I started watching the show back in the eighties, on PBS, during the Tom Baker/Peter Davison/Colin Baker era, and I can tell you that it was the most original sci-fi on TV then.

The very first of the NuWho episodes I saw was The End of Time - which, of course, was David Tennant’s last. And yet that was probably the best episode I’ve seen. The Doctor’s compassion for Wilf and the Master, his snarky humor (“Worst rescue EVER!”), his grief at his impending death which does not stop him from sacrificing himself - this is classic Doctor Who.

Of course, A Clockwork Melon, if you don’t like it, you don’t like it. There’s plenty of good sci-fi out there - no point in wasting time on a show you don’t care for. De gustibus non disputantum est.

See, this is where I disagree - I don’t think Doctor Who is about intellect and reason at all. Instead, what always happens is that the characters are faced with some baffling, perilous situation, and then the Doctor solves it with some kind of technobabble explanation that makes no sense if you think about it for more than two seconds. The entire premise of the story is routinely waved away in this frustrating fashion, meaning that most Doctor Who tales are slightly unsatisfying.

So it’s certainly not hard science fiction. It’s not even soft science fiction. It’s almost a genre of itself. I think it owes more to Edward Lear than Isaac Asimov. Witty, whimsical, but ultimately nonsense.

Fair enough, you could have asked for advice if you were bothered at all. You clearly aren’t, so whatever, it’s a big old world out there.

No fucking way!

Hey, exactly, you got it. Asimov had his virtues, but he was surely lacking in minor things like characterisation, humour, female characters. Even Susan Calvin was basically a soulless robot. Hint: Asimov’s future techs are just as much bollocks as anything in Doctor Who.

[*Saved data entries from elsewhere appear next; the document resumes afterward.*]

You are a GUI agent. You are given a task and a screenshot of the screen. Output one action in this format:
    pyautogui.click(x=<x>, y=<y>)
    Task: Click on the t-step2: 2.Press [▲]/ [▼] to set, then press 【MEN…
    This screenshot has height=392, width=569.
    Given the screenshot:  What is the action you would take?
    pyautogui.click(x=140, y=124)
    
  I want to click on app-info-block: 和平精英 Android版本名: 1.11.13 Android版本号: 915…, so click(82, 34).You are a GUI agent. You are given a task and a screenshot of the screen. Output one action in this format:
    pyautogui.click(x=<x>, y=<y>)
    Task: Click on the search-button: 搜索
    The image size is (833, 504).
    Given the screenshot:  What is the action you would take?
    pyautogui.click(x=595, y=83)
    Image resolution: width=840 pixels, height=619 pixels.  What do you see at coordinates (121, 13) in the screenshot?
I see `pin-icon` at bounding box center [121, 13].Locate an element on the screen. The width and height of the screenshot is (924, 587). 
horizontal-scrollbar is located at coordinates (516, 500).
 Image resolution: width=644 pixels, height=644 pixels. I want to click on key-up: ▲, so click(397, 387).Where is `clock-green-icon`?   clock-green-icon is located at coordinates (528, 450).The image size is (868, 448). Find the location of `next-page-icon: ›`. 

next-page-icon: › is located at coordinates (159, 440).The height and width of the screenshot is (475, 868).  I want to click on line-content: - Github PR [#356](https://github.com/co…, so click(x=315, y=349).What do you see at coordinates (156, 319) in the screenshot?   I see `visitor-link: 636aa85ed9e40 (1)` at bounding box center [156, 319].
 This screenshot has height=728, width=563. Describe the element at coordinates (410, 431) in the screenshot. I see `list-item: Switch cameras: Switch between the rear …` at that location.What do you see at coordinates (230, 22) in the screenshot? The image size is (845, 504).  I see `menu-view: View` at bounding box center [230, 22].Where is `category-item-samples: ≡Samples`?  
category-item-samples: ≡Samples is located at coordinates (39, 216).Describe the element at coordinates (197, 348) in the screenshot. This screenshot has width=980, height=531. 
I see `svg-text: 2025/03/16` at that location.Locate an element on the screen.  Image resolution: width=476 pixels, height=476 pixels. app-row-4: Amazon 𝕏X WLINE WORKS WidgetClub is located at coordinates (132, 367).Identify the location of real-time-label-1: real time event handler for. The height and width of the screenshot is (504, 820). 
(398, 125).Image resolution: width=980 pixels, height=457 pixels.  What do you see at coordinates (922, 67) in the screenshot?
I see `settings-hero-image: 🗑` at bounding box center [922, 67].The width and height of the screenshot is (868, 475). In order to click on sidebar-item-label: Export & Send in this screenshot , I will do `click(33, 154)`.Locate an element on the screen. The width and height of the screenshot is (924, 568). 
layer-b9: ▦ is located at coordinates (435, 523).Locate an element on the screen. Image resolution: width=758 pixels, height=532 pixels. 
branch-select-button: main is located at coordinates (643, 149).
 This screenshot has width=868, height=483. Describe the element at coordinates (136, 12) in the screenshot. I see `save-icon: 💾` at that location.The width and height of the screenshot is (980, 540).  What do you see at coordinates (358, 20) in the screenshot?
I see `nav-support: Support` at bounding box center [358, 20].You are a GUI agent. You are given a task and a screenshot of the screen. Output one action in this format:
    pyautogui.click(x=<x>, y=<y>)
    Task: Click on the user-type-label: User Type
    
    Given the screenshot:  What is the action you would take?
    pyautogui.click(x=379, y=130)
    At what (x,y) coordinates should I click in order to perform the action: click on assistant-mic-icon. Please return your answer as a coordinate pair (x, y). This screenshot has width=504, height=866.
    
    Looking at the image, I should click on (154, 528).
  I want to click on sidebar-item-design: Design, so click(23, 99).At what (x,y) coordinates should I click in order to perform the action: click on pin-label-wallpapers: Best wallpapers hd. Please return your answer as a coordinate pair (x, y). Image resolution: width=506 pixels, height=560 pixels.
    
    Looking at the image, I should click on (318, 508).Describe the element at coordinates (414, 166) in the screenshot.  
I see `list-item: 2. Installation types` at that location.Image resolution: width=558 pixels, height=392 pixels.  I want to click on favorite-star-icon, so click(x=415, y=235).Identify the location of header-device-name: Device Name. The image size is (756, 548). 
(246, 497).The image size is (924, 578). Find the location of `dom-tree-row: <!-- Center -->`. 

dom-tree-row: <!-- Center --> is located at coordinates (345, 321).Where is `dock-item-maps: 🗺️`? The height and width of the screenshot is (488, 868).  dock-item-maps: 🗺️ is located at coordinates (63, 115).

Does he? I’m having a hard time thinking of examples of this in new-Who other than Blink.

Yes you did.

TWDuke: Second, who told you to start with “School Reunion”?

AClockworkMelon: BBC did.

Yes, I don’t know why I picked Asimov as an example, because I don’t think much of his writing. Or of science fiction as a whole, come to that, because most of it is ultimately, as you say, bollocks.
Better to compare Doctor Who to mainstream popular fiction, in which we expect and get plots that make a reasonable amount of sense. Doctor Who’s problem is that it must have an intriguing SF-style premise, and it is very difficult to get from there to a satisfying explanation. They always have to fall back on vague hand-waving. Sometimes it does work, when a strong premise and a witty script make up for the plot holes.

School Reunion was really more of a Sarah Jane Adventures episode. The Slitherians and their farting are typical of the 12 year old audience that SJA targets.

Doctor Who usually is a little more mature. Blink is a good example. Once in awhile Doctor Who gets a little silly. But, it is meant for a older audience then SJA.

I like Doctor Who because it doesn’t take itself too seriously. No one tries to make sense of the Tardis and the Doctor’s technology. You have to accept that it somehow works. The stories are whats important.

I haven’t even seen Blink yet, I’m apparently not that far into the series. The fact that I’m already tired of this trope and it happens at least once more does not please me.

The most recent example of it that I’ve seen was in The Impossible Planet.